Laundry Life Lessons

laundryPeople have a difficult time seeing things from someone else’s point of view. They hesitate to delegate a despised task because they wouldn’t want to do it so they wouldn’t want to trouble someone else with a hated task.

But delegation isn’t punishment.

Now what if you could hire someone that loves {hated task}? They are out there somewhere. I used to date a guy who would come home from work and fold laundry to calm his nerves! I probably kept him around longer than I should have just because of my sheer hatred of laundry.

So you hate doing this task… they love it. And they do it better and faster.

 

And you get the laundry folded as a bonus.

Integration and a Huge Mess in My Own Kitchen

Integration

I talk a lot about the importance of Integration and Grounding as steps in energy clearing. Integration itself is an act of putting energy and things “back where they belong”, or organizing them more efficiently. Kind of a leap in thinking for energy and soul work. But recently it’s a literal, physical lesson I’ve been learning.

My partner moved in with me in February. With that came a lot of learning points, how to work our schedules, how to work around one or both of us being sick, how to function when both of us had surgery within a week of each other (one planned, one emergency), and surprisingly, how to integrate our households. I thought “No big deal. David isn’t bringing any furniture, or large things. I organize other people’s houses *all* the time.”

Well **EFF** was I wrong. For 6 weeks, there was stuff everywhere. It’s been several months and somethings still don’t have a place. Read more

Curse of the Deformed Towel

towelsEf this towel in particular. This towel is like a boomerang in a cartoon. I just couldn’t get rid of it, without it turning up and smacking me in the face again.

I may have seriously broken up with a guy because he pulled this towel out of the garbage.

I don’t know for certain what happened to this towel. I purchased it at the same time as all of our other towels, but it’s now been floating around my house in it’s deformed state for several years. I avoid it at all costs, and usually grab it when I’m using a saw, painting, or need to throw one on the floor. Read more

An Honest Review of The Life Changing Magic of Tidying Up

A few weeks ago, I watched a video on KonMarie’s The Life Changing Magic of Tidying Up: The Japanese Art of Decluttering and Organizing, thought I should buy it, and surprisingly the next morning my READS ebook hold on it became available. I’d been on the hold list for months.

I picked it up and have noticed several things. First of all there is nothing overall Japanese about this technique. It’s based off a course created by the author. KonMarie is a decluttering expert (as we call them in the US), and she’s trained in Feng Shui and a few other practicalities- however she really only covers her course premise in this book.

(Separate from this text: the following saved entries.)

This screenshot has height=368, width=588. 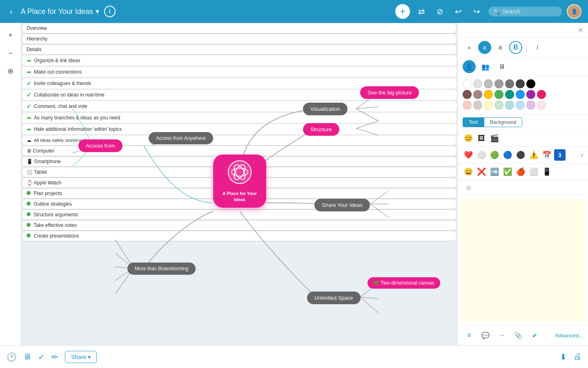 What do you see at coordinates (239, 215) in the screenshot?
I see `structure-args-node: Structure arguments` at bounding box center [239, 215].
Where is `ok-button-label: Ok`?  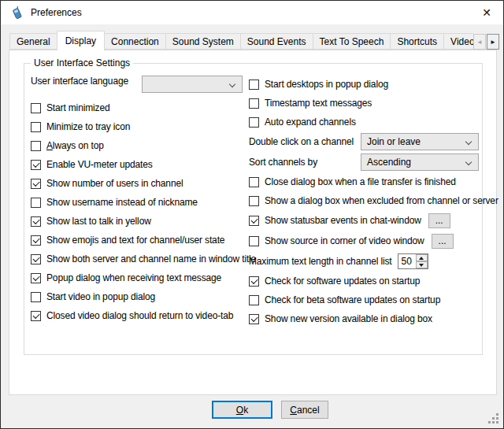 ok-button-label: Ok is located at coordinates (243, 410).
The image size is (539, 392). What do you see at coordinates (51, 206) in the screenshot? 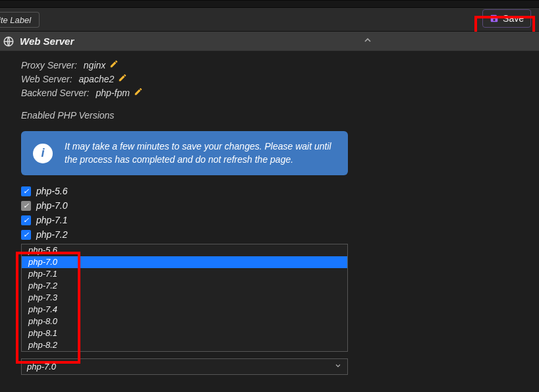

As a Feng Shui Practicioner, books on tidying, cleaning, organizing, energy, and Feng Shui, are regulars for me, as a sort of research. I’m always looking for new ideas and perspectives. KonMarie is definitely not looking for new ideas or perspectives. She has a very prescribed set of instructions for her process.My eight year old daughter asked me what I was reading, and after I read her the title and a few lines,
she said: “Does that make sense to you?”
E: “I like some of her ideas, but some of it sounds a little obsessive.”
R: “I don’t have to touch our cats to know they don’t need to be discarded. What about all the items in the kitchen or the hangers?”
In the light of “takes one to know one” as I read Kon Marie’s description of her childhood and her stealth attempts to tidy and declutter for the rest of her family, lying about it, and getting in trouble, I see warning signs of obsessive compulsion. She mentions in her section on Loungewear clothing that she can be ruthless in not allowing her clients to keep normal clothes for loungewear.
Translation
I’ve only seen videos of KonMarie speaking Japanese. I don’t know if she is fluent in English. I’ve also seen some reviews of her book basically making fun of it, for her concern for the energy of rolled up socks not being able to breath and relax.
I enjoyed this book, however, I wonder if something wasn’t lost in translation. Some parts come across very ridged in their rule enforcing, and in others it seems like she might have been trying to make a joke-but it got lost in the curves of Japanese to English. I also think something might be lost culturally. I think Japanese readers might take her over-enthusiasm differently than Americans.
Read it or Not?
I’m not sure I’d buy a copy of the Life Changing Magic of Tidying, as this is readily available at most libraries. (I utilize our library endlessly so that we don’t spend our housing budget on books through.) I think she has some great tips. If you are able to pick it up and take away what works for you, and not feel guilty or oppressed when you don’t subscribe to all her sock-loving thoughts, I’d suggest picking it up. If it’s just going to become another volume in the stack of decluttering books, take this away- when you clean an area, clean all of it. Dump the drawer totally out, and hand things one at a time.
P.S. Folding is fun.
KonMarie claims that folding is fun, and that all but one of her clients has come away from her course having subscribed to that theory. I just have a difficult time believing this one. I give Riley $5 a basket to fold our laundry.